Sweet Home Junior High teachers Mark and Lana Holden have been spotted playing; and flipping his phone around, City Councilor James Goble let this reporter know in no uncertain terms that he was interrupting some serious business while inquiring about a public records issue between City Council meetings on July 12. Goble had discovered that the Poke Stops at City Hall and the Hope Center are both within range of the City Council Chamber.

“My daughter, Keisha, was out and about with her friends, her mom and stepdad playing it,” he said. It sounded like fun. After church on July 10, he downloaded the game and went out looking for Pokemon with his boys, Eli and Ayden.

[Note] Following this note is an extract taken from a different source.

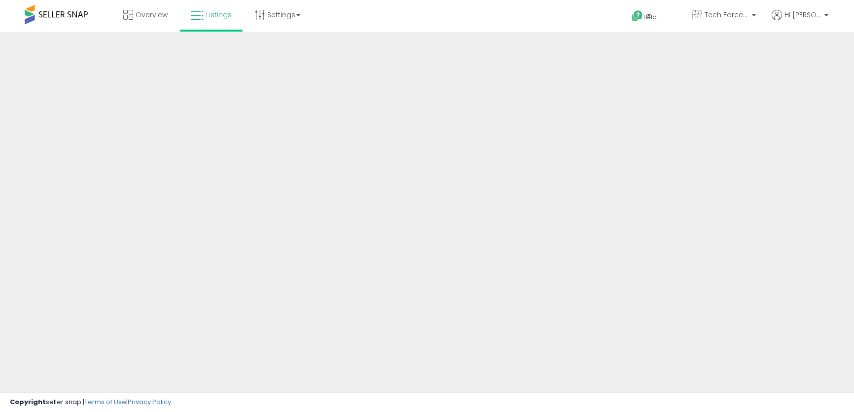 The image size is (854, 412). What do you see at coordinates (650, 17) in the screenshot?
I see `span: Help` at bounding box center [650, 17].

“I found out afterward we had walked about two miles, catching Pokemon,” Goble said. While the game has had some negatives associated with it, he said, it’s got a lot of positives. It’s teaching his children about the global positioning system, and it gets them out and around town.

“I enjoy it,” he said. “I was catching them right with them. It’s harmless fun. The boys are wanting to get out and do stuff.”

The day he downloaded it, the weather was a little wet with sprinkling. Normally, that would mean X-Box or something in the garage, Goble said, but his boys wanted to get outside and chase Pokemon, taking turns catching them on their father’s phone.

On the evening of Monday, July 11, Lucas said, the City Hall area had at least 30 people playing.

Late at night, Team Yellow players John Drury and Casey Rossio love staking out a space on Kalmia Street between the Genealogical Society, Hope Center and City Hall, three Poke Stops that all can be in range at the same time. They toss out a lure, which attracts Pokemon, and wait. Players constantly pull up to reap the benefits and drop lures of their own.

It’s hard to quantify how well different teams are doing in Sweet Home, McCartin said. “You definitely have seen red gyms be most dominant most days.”

In Lebanon, it’s all blue, she said.

Local police have heard from people concerned about loiterers.

Sweet Home Police Department recorded at least four calls last week for suspicious circumstances on Monday, July 11, four days after the game was released.

In each of those cases, the police found “Pokemon Go” players and left them to their virtual world competition.

It hasn’t caused any problems in Sweet Home, said Police Chief Jeff Lynn, but elsewhere, “there’s been some tragedies associated with it, people not paying attention.”

For instance, a Portland man crashed his brother’s car into a tree in central New York Thursday, July 14, according to the Auburn N.Y. Police Department, while playing Pokemon Go on his smartphone. Steven Cary, 28, reportedly suffered a broken ankle and cuts to both legs. The car was demolished. Cary was ticketed for using a mobile device while driving and failing to remain in his lane.

Lynn urged players to “be safe and pay attention and have fun.”

He said he doesn’t know if any police officers are playing, but he hasn’t asked either.

“I had to ask my kids to show me what this is,” Lynn said.